Lynxara already mentioned this week's most worthy Virtual Console download, Axelay, but Blue's Journey is also worth checking out if you're up for an arcade-style platformer with colorful graphics, more depth than you'd expect, and a strangely brutal level of difficulty. If you're the patient type with a taste for the cutesy, you're really weird! And also Blue's Journey might be something you'd enjoy.
Blue's Journey was originally released in arcades and for the Neo Geo home console in 1991, and quickly found success and multiple sequels and...haha, just kidding! Blue's Journey was almost universally despised. The game was a difficult find in arcades, where its relatively slow pace probably didn't win too many quarters. The home version found even fewer fans, given its original price tag of $200 and the fact that it could be finished in about an hour. Now that Blue's Journey has become available on a more widely available format (and at a less ludicrous price), it's easier to appreciate it for what it is.
Think of Blue's Journey as a slightly more sophisticated Super Mario Bros. 2. You control a little guy named Blue. Blue can hop around and collect a variety of weapons to take out enemies. A major gameplay mechanic involves picking up downed opponents and flinging them at other enemies. Blue can also shrink at any time to gain access to hidden passages and shops, where powerups can be found or bought. The game otherwise features all the collectibles and butt-bouncing you'd expect from an early-'90s platformer, and there's a goofy story to complement it all, shakily translated SNKglish and all. Remember to say OKEY to play the LOTTERY DREWING at the end of each level.
The gameplay may be familiar, but it's the little things that make Blue's Journey worth playing. The experience has a lighthearted vibe to it, and shares a similar visual style with Sega's later Monster World games. Despite the cuteness, it's pretty hard in parts. Checkpoints during levels are generous, and you have infinite continues, but the bosses may stump you for a while. None are unfairly difficult, though, and experienced players can expect to beat Blue's Journey in an hour. There's plenty of reason to replay it, though, as branching paths mean that you'll only see half of the game in each playthrough, and you'll definitely want to go back and see its multiple endings (some of which are actually pretty hilarious), along with many fakeout bad endings you can find throughout the levels.
Blue's Journey is an appealing, likeable underdog of a game, and given that it's one of the few titles in the Neo Geo's catalog that isn't a generic 2D fighter (uh oh, my biases are showing!), it makes for a perfect introduction to the Neo Geo hardware for anyone scared away by the similar but incredibly difficult Magician Lord.
This video gives some idea of how Blue's Journey plays, though it's easier than the author makes it look. He can't even beat the first level!
Comments
This game has some of the most irritating sound effects and music I've ever heard. It's like being in perky 16-bit hell.
Also, easy first level + dude can't finish == bad controls? Or do they just look bad?
It's weird, the video sounds a little bit different from what I played. Maybe he's using a different emulator or something, I don't know.
The controls aren't bad, they're just a little more floaty than you'd expect at first. The guy in the video is also really afraid of powerups for some reason, and jumps right over an invincibility item that could've lasted until the end of the level.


Instructions for the task:
Transcribe everything in the listing as written, and let no image into the copy.

Listed entries:
#####

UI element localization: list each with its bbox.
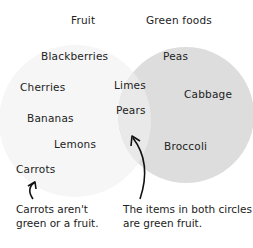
item-blackberries: Blackberries [41,50,108,62]
item-lemons: Lemons [54,138,96,150]
item-bananas: Bananas [27,112,74,124]
overlap-note-line2: are green fruit. [123,216,252,230]
item-limes: Limes [114,79,146,91]
carrots-note-line2: green or a fruit. [16,216,99,230]
item-carrots: Carrots [16,163,55,175]
item-cabbage: Cabbage [184,88,232,100]
carrots-note-line1: Carrots aren't [16,202,99,216]
carrots-note: Carrots aren't green or a fruit. [16,202,99,230]
item-peas: Peas [163,50,188,62]
set-label-green-foods: Green foods [146,14,212,26]
item-broccoli: Broccoli [164,140,207,152]
item-pears: Pears [116,104,146,116]
item-cherries: Cherries [20,81,65,93]
overlap-note: The items in both circles are green frui… [123,202,252,230]
set-label-fruit: Fruit [71,14,95,26]
overlap-note-line1: The items in both circles [123,202,252,216]
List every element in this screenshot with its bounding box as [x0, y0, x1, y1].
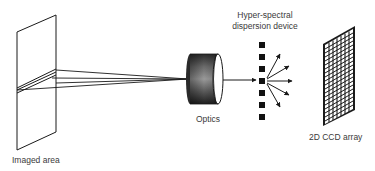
hyperspectral-diagram [0, 0, 375, 171]
ccd-array-label: 2D CCD array [309, 132, 362, 142]
dispersion-device-squares [259, 42, 265, 120]
dispersion-device-label-line1: Hyper-spectral [228, 10, 302, 20]
optics-label: Optics [186, 114, 230, 124]
dispersed-rays [267, 54, 292, 107]
dispersion-device-label-line2: dispersion device [228, 21, 302, 31]
optics-lens-icon [186, 54, 223, 104]
imaged-area-plane [17, 15, 56, 150]
ccd-array-grid [323, 26, 355, 126]
converging-rays [17, 70, 188, 90]
imaged-area-label: Imaged area [12, 155, 60, 165]
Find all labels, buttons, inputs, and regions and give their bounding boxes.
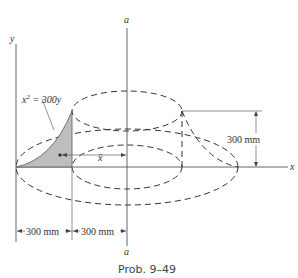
height-dimension-label: 300 mm [227, 134, 260, 145]
x-axis-label: x [289, 161, 295, 172]
arrow-right-icon [121, 229, 126, 233]
curve-equation: x2 = 300y [21, 93, 62, 105]
a-axis-top-label: a [124, 14, 129, 25]
shaded-area [16, 111, 72, 167]
left-width-label: 300 mm [26, 226, 59, 237]
arrow-left-icon [17, 229, 22, 233]
right-width-label: 300 mm [81, 226, 114, 237]
arrow-right-icon [66, 229, 71, 233]
y-axis-label: y [9, 33, 15, 44]
a-axis-bottom-label: a [124, 246, 129, 257]
figure-caption: Prob. 9–49 [118, 263, 176, 276]
arrow-up-icon [254, 111, 258, 116]
arrow-left-icon [73, 229, 78, 233]
arrow-down-icon [254, 162, 258, 167]
arrow-right-icon [121, 153, 126, 157]
centroid-label: x̄ [97, 152, 103, 163]
centroid-point [58, 153, 61, 156]
revolved-area-diagram: 300 mm x̄ x2 = 300y y a a x 300 mm 300 m… [0, 0, 298, 278]
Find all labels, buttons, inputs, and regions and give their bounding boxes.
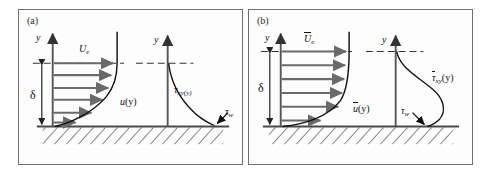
wall-hatching-a [43,127,223,144]
panel-b: (b) [248,9,473,165]
shear-stress-label-a: τxy(y) [174,84,192,97]
figure-root: (a) [0,0,491,175]
wall-hatching-b [269,127,453,144]
panel-a-graphics [19,10,242,164]
velocity-profile-label-a: u(y) [120,96,137,107]
stress-y-axis-label-b: y [382,34,386,45]
panel-a: (a) [18,9,243,165]
freestream-velocity-label-b: Ue [304,33,314,46]
wall-stress-pointer-b [413,113,425,125]
shear-stress-label-b: τxy(y) [432,72,453,85]
wall-shear-stress-label-b: τw [401,105,409,118]
boundary-layer-thickness-label-a: δ [30,88,36,103]
stress-y-axis-label-a: y [154,34,158,45]
wall-shear-stress-label-a: τw [225,106,233,119]
velocity-profile-label-b: u(y) [353,103,370,114]
velocity-y-axis-label-a: y [36,32,40,43]
panel-b-graphics [249,10,472,164]
freestream-velocity-label-a: Ue [79,43,89,56]
velocity-y-axis-label-b: y [265,32,269,43]
boundary-layer-thickness-label-b: δ [258,81,264,96]
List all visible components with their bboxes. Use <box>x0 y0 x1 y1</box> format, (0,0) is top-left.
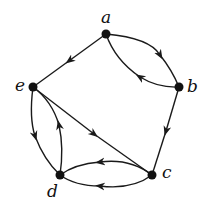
node-d <box>56 171 65 180</box>
edge-e-d-tail <box>35 136 60 175</box>
edge-a-b-tail <box>160 55 179 87</box>
edge-d-e-tail <box>33 87 59 125</box>
node-label-a: a <box>101 9 111 26</box>
edge-b-c <box>166 87 179 131</box>
node-b <box>175 83 184 92</box>
node-c <box>148 171 157 180</box>
node-label-e: e <box>15 77 25 94</box>
edge-b-a-tail <box>106 34 140 77</box>
edge-e-d <box>31 87 35 136</box>
node-label-b: b <box>187 78 198 95</box>
edge-a-e-tail <box>33 61 70 88</box>
edge-a-e <box>70 34 107 61</box>
node-label-d: d <box>47 183 58 200</box>
directed-graph-diagram: a b c d e <box>0 0 208 210</box>
edge-c-d-upper-tail <box>60 162 100 175</box>
edge-c-d-upper <box>100 161 152 175</box>
edge-b-a <box>140 77 179 87</box>
node-a <box>102 30 111 39</box>
edge-d-e <box>59 125 62 175</box>
node-label-c: c <box>162 164 172 181</box>
edge-c-d-lower-tail <box>60 175 100 186</box>
graph-canvas <box>0 0 208 210</box>
edge-c-d-lower <box>100 175 152 187</box>
node-e <box>29 83 38 92</box>
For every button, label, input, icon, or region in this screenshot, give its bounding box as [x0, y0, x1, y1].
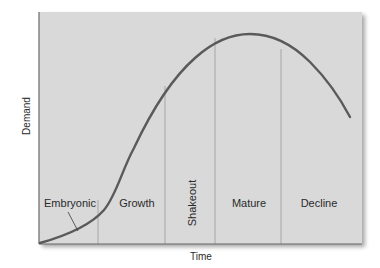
y-axis-label: Demand [21, 97, 32, 135]
stage-label-decline: Decline [301, 197, 338, 209]
plot-area [39, 12, 362, 244]
industry-life-cycle-chart: Embryonic Growth Shakeout Mature Decline… [0, 0, 380, 268]
stage-label-embryonic: Embryonic [44, 197, 96, 209]
stage-label-growth: Growth [119, 197, 154, 209]
x-axis-label: Time [190, 251, 212, 262]
stage-label-mature: Mature [232, 197, 266, 209]
stage-label-shakeout: Shakeout [186, 180, 198, 226]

#####

Answer area:
UI element localization: list each with its bbox.
item-blackberries: Blackberries [41,50,108,62]
item-lemons: Lemons [54,138,96,150]
item-bananas: Bananas [27,112,74,124]
overlap-note-line2: are green fruit. [123,216,252,230]
item-limes: Limes [114,79,146,91]
carrots-note-line2: green or a fruit. [16,216,99,230]
item-carrots: Carrots [16,163,55,175]
item-cabbage: Cabbage [184,88,232,100]
carrots-note-line1: Carrots aren't [16,202,99,216]
carrots-note: Carrots aren't green or a fruit. [16,202,99,230]
item-peas: Peas [163,50,188,62]
set-label-green-foods: Green foods [146,14,212,26]
item-broccoli: Broccoli [164,140,207,152]
item-pears: Pears [116,104,146,116]
item-cherries: Cherries [20,81,65,93]
overlap-note: The items in both circles are green frui… [123,202,252,230]
set-label-fruit: Fruit [71,14,95,26]
overlap-note-line1: The items in both circles [123,202,252,216]
List every element in this screenshot with its bounding box as [x0, y0, x1, y1].
hyperspectral-diagram [0, 0, 375, 171]
ccd-array-label: 2D CCD array [309, 132, 362, 142]
dispersion-device-squares [259, 42, 265, 120]
dispersion-device-label-line1: Hyper-spectral [228, 10, 302, 20]
optics-label: Optics [186, 114, 230, 124]
dispersed-rays [267, 54, 292, 107]
dispersion-device-label-line2: dispersion device [228, 21, 302, 31]
optics-lens-icon [186, 54, 223, 104]
imaged-area-plane [17, 15, 56, 150]
ccd-array-grid [323, 26, 355, 126]
converging-rays [17, 70, 188, 90]
imaged-area-label: Imaged area [12, 155, 60, 165]
Find all labels, buttons, inputs, and regions and give their bounding boxes.
height-dimension-label: 300 mm [227, 134, 260, 145]
x-axis-label: x [289, 161, 295, 172]
arrow-right-icon [121, 229, 126, 233]
curve-equation: x2 = 300y [21, 93, 62, 105]
a-axis-top-label: a [124, 14, 129, 25]
shaded-area [16, 111, 72, 167]
left-width-label: 300 mm [26, 226, 59, 237]
arrow-left-icon [17, 229, 22, 233]
right-width-label: 300 mm [81, 226, 114, 237]
arrow-right-icon [66, 229, 71, 233]
y-axis-label: y [9, 33, 15, 44]
a-axis-bottom-label: a [124, 246, 129, 257]
figure-caption: Prob. 9–49 [118, 263, 176, 276]
arrow-up-icon [254, 111, 258, 116]
arrow-left-icon [73, 229, 78, 233]
arrow-down-icon [254, 162, 258, 167]
arrow-right-icon [121, 153, 126, 157]
centroid-label: x̄ [97, 152, 103, 163]
centroid-point [58, 153, 61, 156]
revolved-area-diagram: 300 mm x̄ x2 = 300y y a a x 300 mm 300 m… [0, 0, 298, 278]
Find all labels, buttons, inputs, and regions and give their bounding boxes.
wall-hatching-a [43,127,223,144]
panel-b: (b) [248,9,473,165]
shear-stress-label-a: τxy(y) [174,84,192,97]
figure-root: (a) [0,0,491,175]
wall-hatching-b [269,127,453,144]
panel-a-graphics [19,10,242,164]
velocity-profile-label-a: u(y) [120,96,137,107]
stress-y-axis-label-b: y [382,34,386,45]
panel-a: (a) [18,9,243,165]
freestream-velocity-label-b: Ue [304,33,314,46]
wall-stress-pointer-b [413,113,425,125]
shear-stress-label-b: τxy(y) [432,72,453,85]
wall-shear-stress-label-b: τw [401,105,409,118]
boundary-layer-thickness-label-a: δ [30,88,36,103]
stress-y-axis-label-a: y [154,34,158,45]
wall-shear-stress-label-a: τw [225,106,233,119]
velocity-profile-label-b: u(y) [353,103,370,114]
velocity-y-axis-label-a: y [36,32,40,43]
panel-b-graphics [249,10,472,164]
freestream-velocity-label-a: Ue [79,43,89,56]
velocity-y-axis-label-b: y [265,32,269,43]
boundary-layer-thickness-label-b: δ [258,81,264,96]
List all visible components with their bboxes. Use <box>x0 y0 x1 y1</box> format, (0,0) is top-left.
node-d <box>56 171 65 180</box>
edge-e-d-tail <box>35 136 60 175</box>
edge-a-b-tail <box>160 55 179 87</box>
edge-d-e-tail <box>33 87 59 125</box>
node-label-a: a <box>101 9 111 26</box>
edge-b-c <box>166 87 179 131</box>
node-b <box>175 83 184 92</box>
node-c <box>148 171 157 180</box>
node-label-e: e <box>15 77 25 94</box>
edge-b-a-tail <box>106 34 140 77</box>
edge-e-d <box>31 87 35 136</box>
node-label-b: b <box>187 78 198 95</box>
edge-a-e-tail <box>33 61 70 88</box>
edge-a-e <box>70 34 107 61</box>
node-label-d: d <box>47 183 58 200</box>
directed-graph-diagram: a b c d e <box>0 0 208 210</box>
edge-c-d-upper-tail <box>60 162 100 175</box>
edge-c-d-upper <box>100 161 152 175</box>
edge-b-a <box>140 77 179 87</box>
node-a <box>102 30 111 39</box>
edge-d-e <box>59 125 62 175</box>
node-label-c: c <box>162 164 172 181</box>
edge-c-d-lower-tail <box>60 175 100 186</box>
graph-canvas <box>0 0 208 210</box>
edge-c-d-lower <box>100 175 152 187</box>
node-e <box>29 83 38 92</box>
For every button, label, input, icon, or region in this screenshot, give its bounding box as [x0, y0, x1, y1].
y-axis-label: Demand [21, 97, 32, 135]
stage-label-decline: Decline [301, 197, 338, 209]
plot-area [39, 12, 362, 244]
industry-life-cycle-chart: Embryonic Growth Shakeout Mature Decline… [0, 0, 380, 268]
stage-label-embryonic: Embryonic [44, 197, 96, 209]
stage-label-growth: Growth [119, 197, 154, 209]
x-axis-label: Time [190, 251, 212, 262]
stage-label-mature: Mature [232, 197, 266, 209]
stage-label-shakeout: Shakeout [186, 180, 198, 226]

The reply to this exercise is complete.